| Input for this task |
>>>
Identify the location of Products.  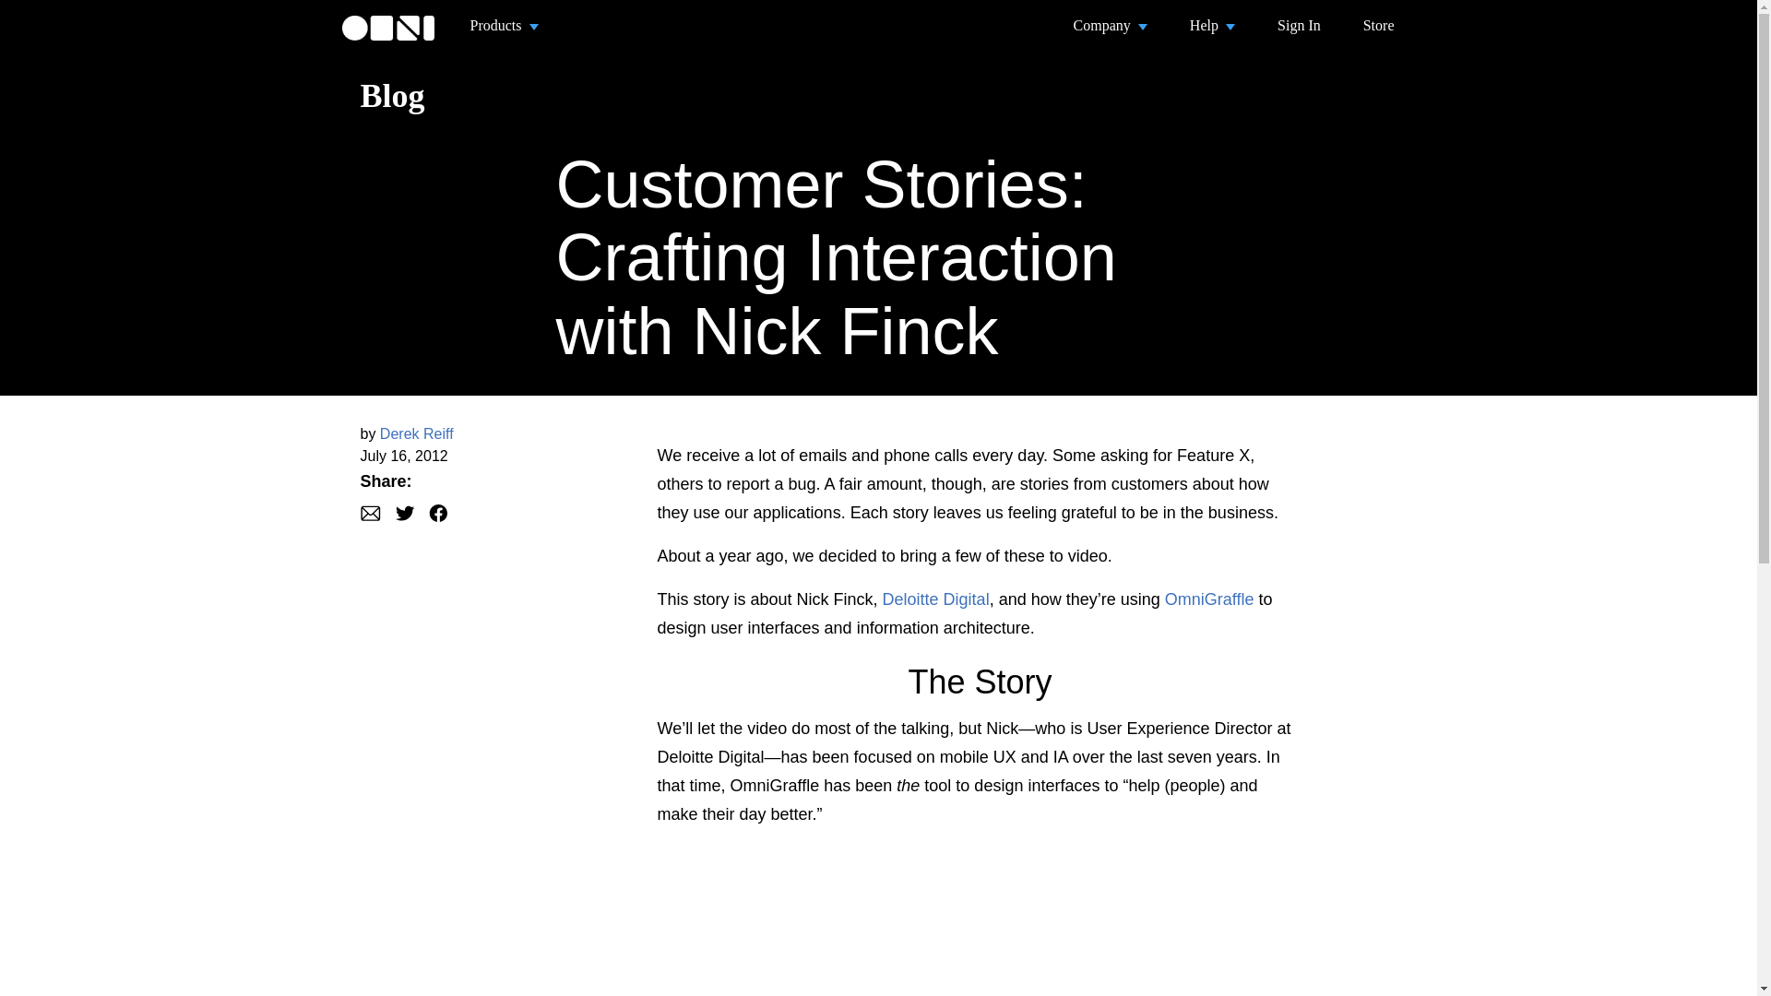
(504, 26).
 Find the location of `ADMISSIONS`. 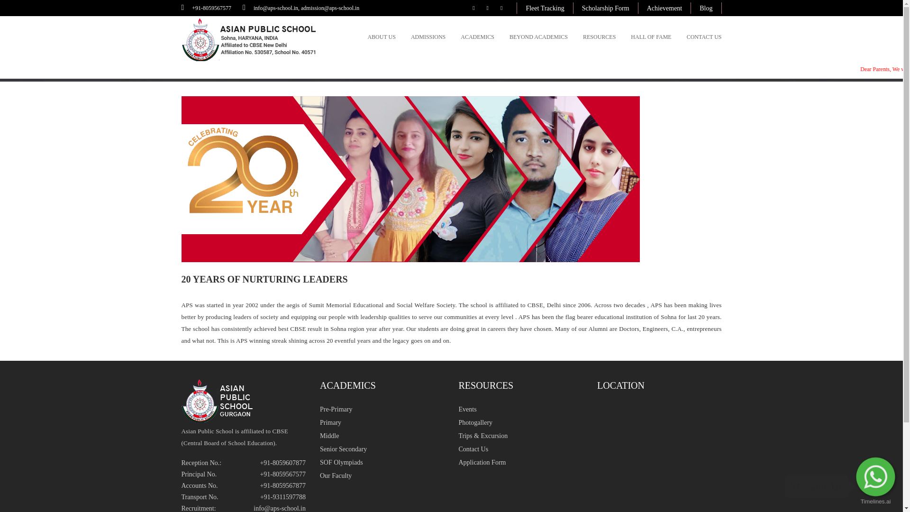

ADMISSIONS is located at coordinates (429, 37).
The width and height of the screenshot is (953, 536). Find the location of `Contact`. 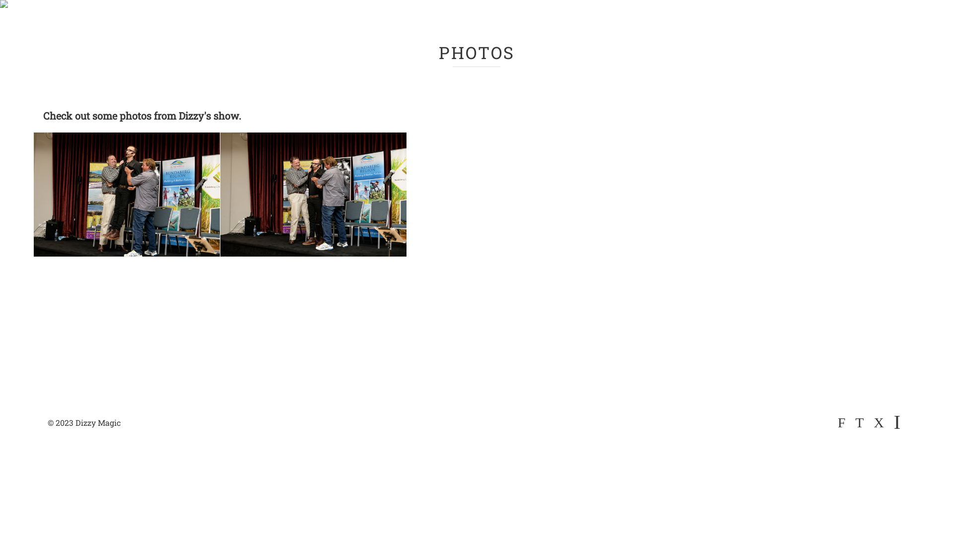

Contact is located at coordinates (842, 69).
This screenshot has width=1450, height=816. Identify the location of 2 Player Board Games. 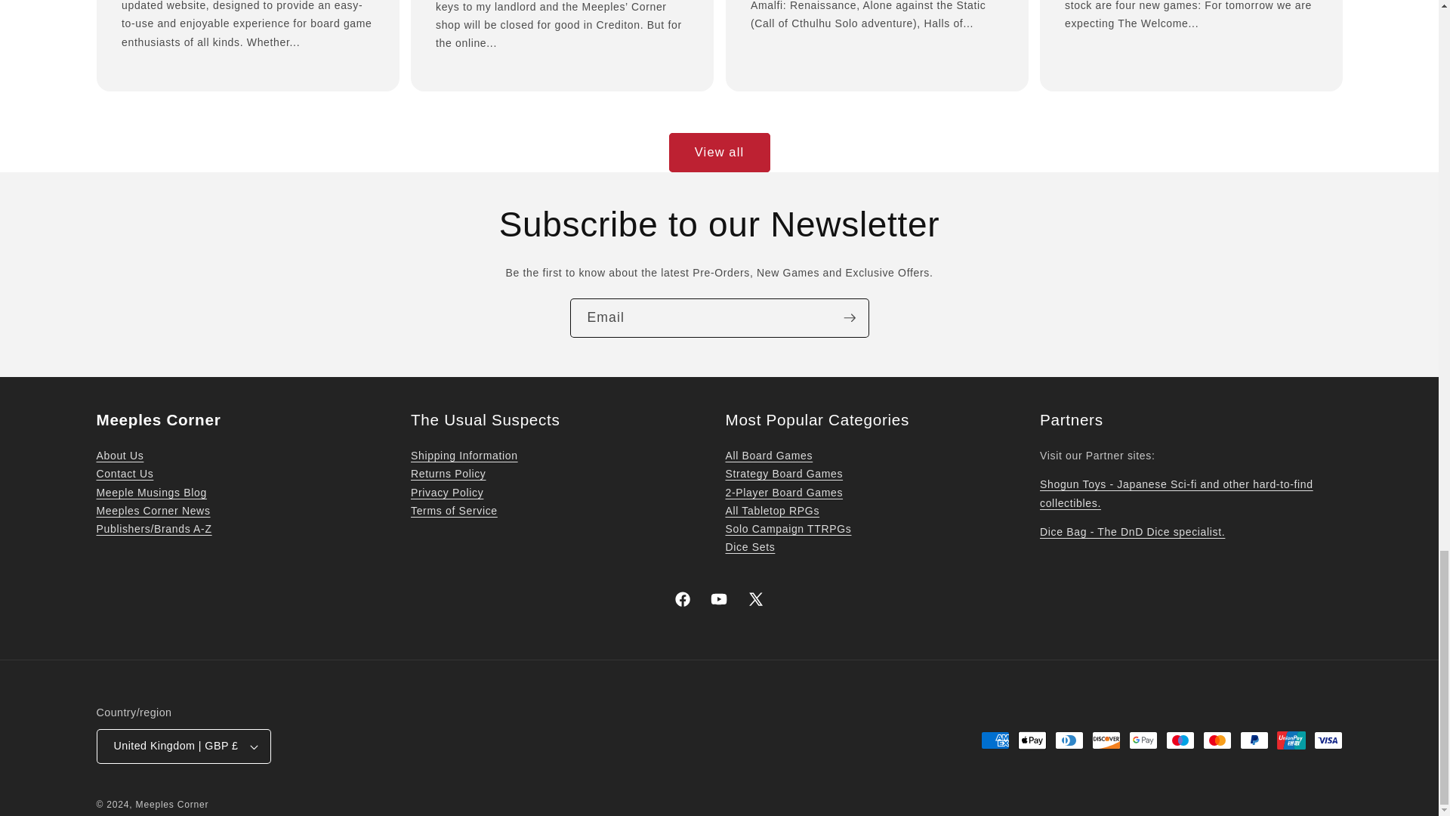
(784, 492).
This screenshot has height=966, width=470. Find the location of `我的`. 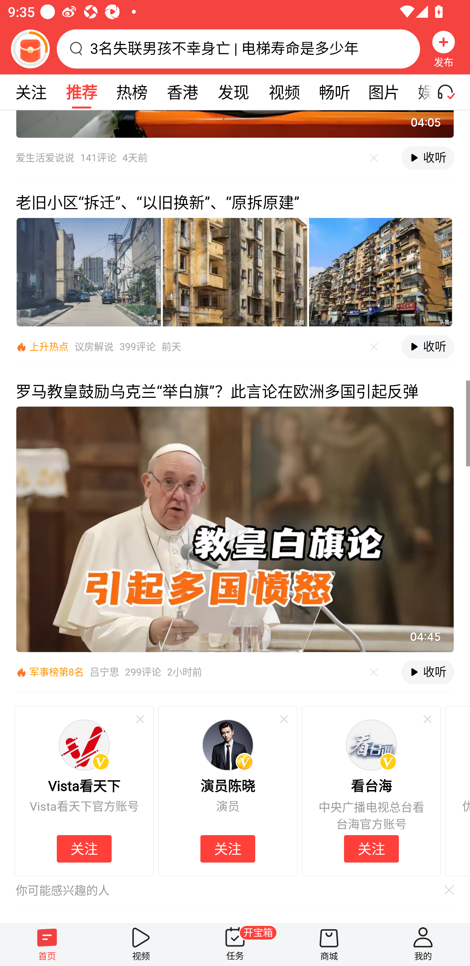

我的 is located at coordinates (423, 944).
<<<
| Problem description |
Without the pictures, print the records in full, exactly as they appear.

| Response box |
Identify the location of Products.  
(504, 26).
 Find the location of `ADMISSIONS`. 

ADMISSIONS is located at coordinates (429, 37).
The width and height of the screenshot is (953, 536). Find the location of `Contact`. 

Contact is located at coordinates (842, 69).
This screenshot has width=1450, height=816. Identify the location of 2 Player Board Games. 
(784, 492).
This screenshot has height=966, width=470. Find the location of `我的`. 

我的 is located at coordinates (423, 944).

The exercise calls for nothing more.